There is a cap: the ICOW must be economic, meaning the cost must be no greater than the BI loss it prevents. If spending £50,000 on temporary premises saves £120,000 of gross profit loss, it is economic and recoverable. Businesses often fail to document ICOW properly during the crisis itself. Forensic accountants working on BI claims will work backwards from available records to reconstruct and justify these costs.

How a Forensic Accountant Builds the Claim Quantum

Quantifying a BI claim is a structured process. A forensic accountant will typically:

  • Establish the indemnity period and its start date precisely
  • Reconstruct the likely trading results for the period of interruption by reference to pre-loss accounts, management information and market conditions
  • Apply trend adjustments supported by documented evidence
  • Calculate the gross profit loss using the policy definition — not the statutory accounts definition
  • Identify and quantify all recoverable ICOW and deduct genuine savings
  • Produce a report that withstands scrutiny from the insurer's own loss adjusters and, if necessary, the courts

Where the insured and insurer cannot agree on quantum, the dispute typically goes to arbitration or litigation, at which point the forensic accountant may also act as an expert witness, presenting and defending the calculation before the tribunal.

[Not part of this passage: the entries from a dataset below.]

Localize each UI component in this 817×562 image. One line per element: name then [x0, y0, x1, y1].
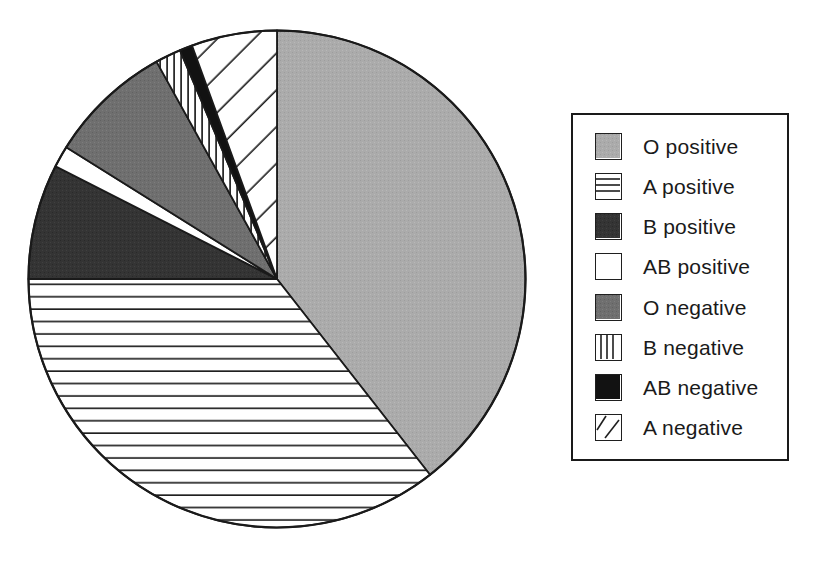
legend-item-label: B positive — [643, 216, 736, 237]
swatch-solid-white — [596, 254, 620, 278]
legend-item[interactable]: A positive — [573, 167, 787, 205]
chart-legend: O positive — [571, 113, 789, 461]
legend-item[interactable]: B negative — [573, 328, 787, 366]
swatch-solid-white — [595, 253, 622, 280]
swatch-vertical-lines — [596, 335, 620, 359]
legend-box: O positive — [571, 113, 789, 461]
legend-item-label: AB negative — [643, 377, 758, 398]
swatch-solid-medium-gray — [596, 295, 620, 319]
swatch-vertical-lines — [595, 334, 622, 361]
swatch-solid-dark-gray — [595, 213, 622, 240]
pie-chart-figure: O positive — [0, 0, 817, 562]
legend-item-label: O negative — [643, 297, 747, 318]
swatch-solid-medium-gray — [595, 294, 622, 321]
swatch-solid-light-gray — [595, 133, 622, 160]
swatch-solid-light-gray — [596, 134, 620, 158]
legend-item[interactable]: AB positive — [573, 248, 787, 286]
legend-item[interactable]: AB negative — [573, 369, 787, 407]
legend-item-label: A negative — [643, 417, 743, 438]
legend-item[interactable]: O negative — [573, 288, 787, 326]
swatch-diagonal-lines — [595, 414, 622, 441]
pie-slices-group — [29, 31, 526, 528]
pie-chart-area — [0, 0, 560, 562]
swatch-solid-black — [596, 375, 620, 399]
swatch-horizontal-lines — [596, 174, 620, 198]
legend-item-label: AB positive — [643, 256, 750, 277]
legend-item-label: B negative — [643, 337, 744, 358]
legend-item[interactable]: A negative — [573, 409, 787, 447]
swatch-diagonal-lines — [596, 415, 620, 439]
swatch-horizontal-lines — [595, 173, 622, 200]
swatch-solid-dark-gray — [596, 214, 620, 238]
pie-chart-svg — [0, 0, 560, 562]
swatch-solid-black — [595, 374, 622, 401]
legend-item[interactable]: O positive — [573, 127, 787, 165]
legend-item-label: A positive — [643, 176, 735, 197]
legend-item-label: O positive — [643, 136, 738, 157]
legend-item[interactable]: B positive — [573, 208, 787, 246]
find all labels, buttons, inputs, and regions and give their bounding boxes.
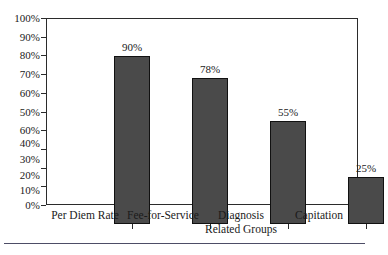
y-tick-label: 10% xyxy=(0,185,40,196)
x-category-label-line: Fee-for-Service xyxy=(127,209,199,221)
x-category-label: Per Diem Rate xyxy=(46,208,124,222)
x-axis: Per Diem RateFee-for-ServiceDiagnosisRel… xyxy=(46,208,358,248)
bar-value-label: 78% xyxy=(170,64,250,75)
y-axis: 100%90%80%70%60%50%60%40%30%20%10%0% xyxy=(0,18,40,205)
bar-value-label: 25% xyxy=(326,163,388,174)
y-tick-label: 20% xyxy=(0,169,40,180)
y-tick-mark xyxy=(41,186,46,187)
plot-area: 90%78%55%25% xyxy=(46,18,358,205)
x-category-label-line: Capitation xyxy=(295,209,343,221)
y-tick-mark xyxy=(41,168,46,169)
x-category-label-line: Per Diem Rate xyxy=(51,209,119,221)
bar xyxy=(192,78,228,224)
bar-value-label: 90% xyxy=(92,42,172,53)
bar xyxy=(114,56,150,224)
y-tick-label: 30% xyxy=(0,153,40,164)
bar-value-label: 55% xyxy=(248,107,328,118)
y-tick-label: 100% xyxy=(0,13,40,24)
y-tick-mark xyxy=(41,93,46,94)
y-tick-mark xyxy=(41,55,46,56)
y-tick-mark xyxy=(41,74,46,75)
x-category-label: Capitation xyxy=(280,208,358,222)
y-tick-mark xyxy=(41,37,46,38)
y-tick-label: 90% xyxy=(0,31,40,42)
x-category-label: DiagnosisRelated Groups xyxy=(202,208,280,236)
x-category-label-line: Diagnosis xyxy=(218,209,264,221)
y-tick-label: 70% xyxy=(0,69,40,80)
x-category-label: Fee-for-Service xyxy=(124,208,202,222)
y-tick-label: 60% xyxy=(0,125,40,136)
y-tick-label: 0% xyxy=(0,200,40,211)
y-tick-mark xyxy=(41,149,46,150)
y-tick-mark xyxy=(41,130,46,131)
x-tick-mark xyxy=(366,224,367,229)
y-tick-label: 50% xyxy=(0,106,40,117)
y-tick-label: 60% xyxy=(0,87,40,98)
bottom-divider xyxy=(4,243,365,244)
y-tick-mark xyxy=(41,205,46,206)
bars-layer: 90%78%55%25% xyxy=(93,37,388,224)
y-tick-mark xyxy=(41,112,46,113)
x-category-label-line: Related Groups xyxy=(202,222,280,236)
y-tick-label: 80% xyxy=(0,50,40,61)
y-tick-label: 40% xyxy=(0,137,40,148)
y-tick-mark xyxy=(41,18,46,19)
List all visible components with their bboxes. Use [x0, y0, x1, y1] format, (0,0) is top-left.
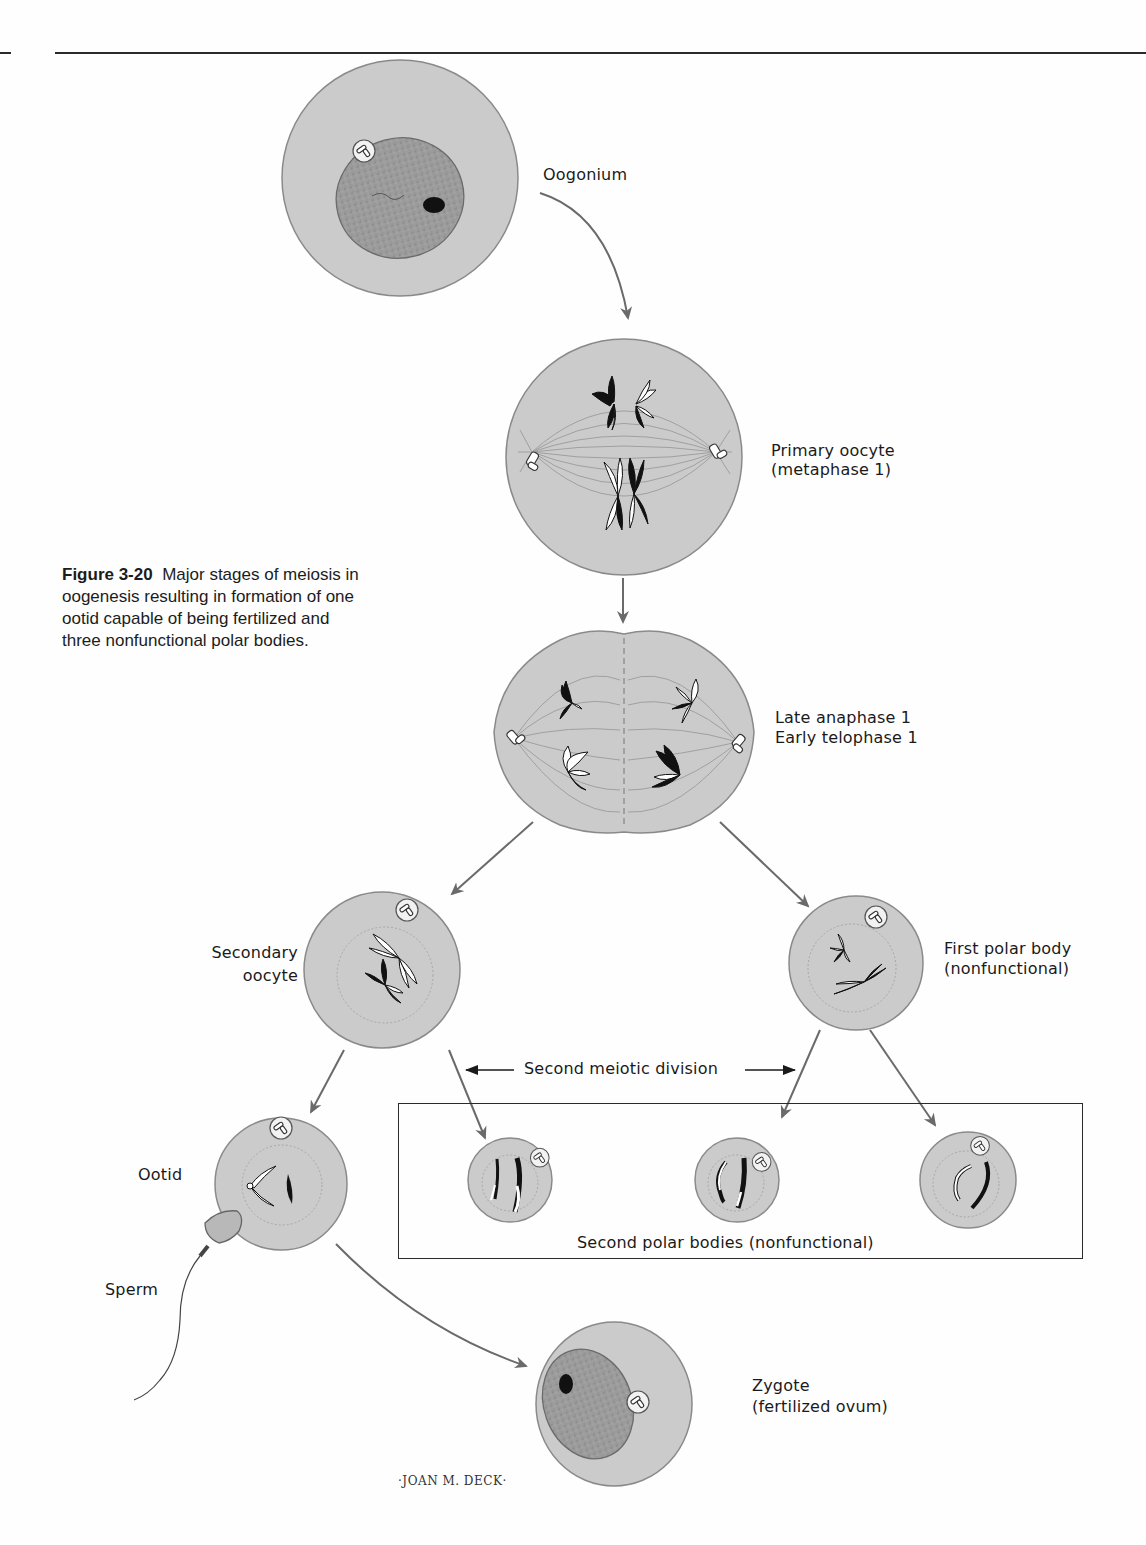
anaphase-cell	[494, 631, 754, 833]
caption-line-4: three nonfunctional polar bodies.	[62, 631, 309, 650]
label-sperm: Sperm	[105, 1280, 158, 1300]
primary-oocyte-cell	[506, 339, 742, 575]
label-secondary: Secondary	[180, 943, 298, 963]
label-secondary-oocyte: oocyte	[180, 966, 298, 986]
oogonium-cell	[282, 60, 518, 296]
label-second-meiotic-division: Second meiotic division	[524, 1059, 718, 1079]
label-zygote: Zygote	[752, 1376, 810, 1396]
label-oogonium: Oogonium	[543, 165, 627, 185]
secondary-oocyte-cell	[304, 892, 460, 1048]
label-first-polar-body: First polar body	[944, 939, 1071, 959]
label-primary-oocyte: Primary oocyte	[771, 441, 895, 461]
sperm-cell	[134, 1211, 242, 1400]
first-polar-body-cell	[789, 896, 923, 1030]
caption-line-1: Major stages of meiosis in	[162, 565, 359, 584]
caption-line-2: oogenesis resulting in formation of one	[62, 587, 354, 606]
arrow-anaphase-to-secondary-oocyte	[452, 822, 533, 894]
arrow-oogonium-to-primary	[540, 193, 628, 318]
figure-number: Figure 3-20	[62, 565, 153, 584]
meiosis-diagram	[0, 0, 1146, 1545]
figure-page: Oogonium Primary oocyte (metaphase 1) La…	[0, 0, 1146, 1545]
arrow-ootid-to-zygote	[336, 1244, 526, 1366]
label-early-telophase: Early telophase 1	[775, 728, 918, 748]
label-late-anaphase: Late anaphase 1	[775, 708, 911, 728]
label-first-polar-body-note: (nonfunctional)	[944, 959, 1069, 979]
arrow-secondary-to-ootid	[311, 1050, 344, 1112]
label-fertilized-ovum: (fertilized ovum)	[752, 1397, 888, 1417]
arrow-anaphase-to-first-polar-body	[720, 822, 808, 906]
caption-line-3: ootid capable of being fertilized and	[62, 609, 329, 628]
artist-signature: ·JOAN M. DECK·	[398, 1474, 507, 1488]
figure-caption: Figure 3-20 Major stages of meiosis in o…	[62, 564, 392, 652]
label-second-polar-bodies: Second polar bodies (nonfunctional)	[577, 1233, 874, 1253]
zygote-cell	[528, 1322, 692, 1486]
label-ootid: Ootid	[138, 1165, 182, 1185]
label-primary-oocyte-phase: (metaphase 1)	[771, 460, 891, 480]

How Business Interruption Insurance Claims Are Calculated - Section 3

Common Errors That Reduce Business Interruption Settlements

Several patterns consistently lead to businesses settling for less than they are entitled to. Using the wrong gross profit definition — the statutory accounts figure rather than the insured gross profit — is the most frequent error. Failing to trend historical results for known growth trajectories is the second. Not tracking increased costs of working in real time during the interruption is the third.

The fourth, and most damaging, is accepting the insurer's loss adjuster's calculation without independent review. Loss adjusters work for the insurer. They are not obliged to maximise your settlement. An independent forensic accountant works solely in your interest and will often identify material differences in the quantum.

Key Ledgers provides forensic accounting support for business interruption claims across England and Wales, including quantum preparation, expert witness reports, and support through litigation or arbitration. If you have a BI claim or are defending one, contact us to discuss the figures.

Written by Bharat Varsani FCCA. Bharat is a Chartered Certified Accountant and CPR Part 35-qualified expert witness with extensive experience quantifying business interruption losses across insurance, litigation and arbitration contexts. He acts for policyholders, insurers and as a joint expert in High Court proceedings.

Sources: Association of British Insurers — UK Insurance Key Facts; FCA v Arch Insurance (Supreme Court 2021) — Business Interruption Insurance Test Case.

Need a forensic accountant? Let's talk.